An Economic Forecast For Literary Misery?

A study found (NYT) that “the emotional mood of literature reflects the mood of the economy over the previous 10 years.” Ben Richmond doesn’t buy it:

The actual researchers didn’t analyze any books specifically, they just filtered everything that Google scanned through their literary misery index, but something seems amiss when I test other examples. I pulled up the economic misery index for the second half of the 20th century and looked for spikes in misery. The George H.W. Bush years are pretty rough, but the highest years under his bespectacled watch are still lower than the least miserable years in the decade from 1974 through 1984, which includes peak misery, in 1980. So 1984 should have some real downers right? And it sort of does: There was a sequel to The Godfather by Mario Puzo, the Dr. Seuss that came out that year was a metaphor for war, Gore Vidal published a book about Lincoln, and we all know how that ended.

But to honest, it doesn’t seem that much darker any other bestsellers list. The top-selling Stephen King book wasn’t even a horror novel, it was the fantastical The Talisman, which might start with someone’s mother dying from cancer, but by Stephen King standards is still pretty upbeat. The nonfiction list had a book by John Madden and a book called Moses the Kitten, in addition to your standard CEO biographies (Leo Iacocca, in this case) and books about motherhood. Shel Silverstein’s A Light in the Attic was in there too.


• [TASK]
The answer must be every line from the entries below that includes "DATE".

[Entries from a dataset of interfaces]

• • • • • • •

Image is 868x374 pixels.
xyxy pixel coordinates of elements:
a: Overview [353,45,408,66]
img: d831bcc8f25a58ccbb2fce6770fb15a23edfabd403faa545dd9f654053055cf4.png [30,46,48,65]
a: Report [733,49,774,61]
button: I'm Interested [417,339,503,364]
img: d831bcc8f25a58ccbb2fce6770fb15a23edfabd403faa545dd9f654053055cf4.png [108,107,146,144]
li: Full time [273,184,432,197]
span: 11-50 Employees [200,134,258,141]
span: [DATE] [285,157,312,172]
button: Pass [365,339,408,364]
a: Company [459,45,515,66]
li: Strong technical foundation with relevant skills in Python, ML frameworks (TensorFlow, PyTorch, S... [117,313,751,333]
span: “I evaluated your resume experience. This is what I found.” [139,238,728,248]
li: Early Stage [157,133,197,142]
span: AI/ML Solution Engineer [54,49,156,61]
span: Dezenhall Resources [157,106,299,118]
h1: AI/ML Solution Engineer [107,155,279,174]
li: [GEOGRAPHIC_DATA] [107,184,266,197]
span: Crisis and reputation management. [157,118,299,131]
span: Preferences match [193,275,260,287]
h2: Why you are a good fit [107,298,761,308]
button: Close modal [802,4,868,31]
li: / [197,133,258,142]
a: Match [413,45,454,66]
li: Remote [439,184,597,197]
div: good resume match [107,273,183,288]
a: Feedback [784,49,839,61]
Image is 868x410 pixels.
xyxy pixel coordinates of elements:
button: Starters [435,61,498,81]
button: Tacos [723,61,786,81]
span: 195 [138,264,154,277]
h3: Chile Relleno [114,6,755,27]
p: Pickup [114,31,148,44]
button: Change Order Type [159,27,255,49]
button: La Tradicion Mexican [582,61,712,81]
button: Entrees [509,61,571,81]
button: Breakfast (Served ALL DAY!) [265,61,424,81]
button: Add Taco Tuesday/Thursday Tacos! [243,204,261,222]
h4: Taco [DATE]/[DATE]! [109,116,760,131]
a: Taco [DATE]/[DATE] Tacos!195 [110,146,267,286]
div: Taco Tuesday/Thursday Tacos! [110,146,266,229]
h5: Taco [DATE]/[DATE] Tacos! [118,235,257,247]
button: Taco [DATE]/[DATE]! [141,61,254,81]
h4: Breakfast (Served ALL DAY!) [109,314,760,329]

• • • • • • •

• [WRITTEN ANSWER]
span: [DATE] [285,157,312,172]
h4: Taco [DATE]/[DATE]! [109,116,760,131]
a: Taco [DATE]/[DATE] Tacos!195 [110,146,267,286]
h5: Taco [DATE]/[DATE] Tacos! [118,235,257,247]
button: Taco [DATE]/[DATE]! [141,61,254,81]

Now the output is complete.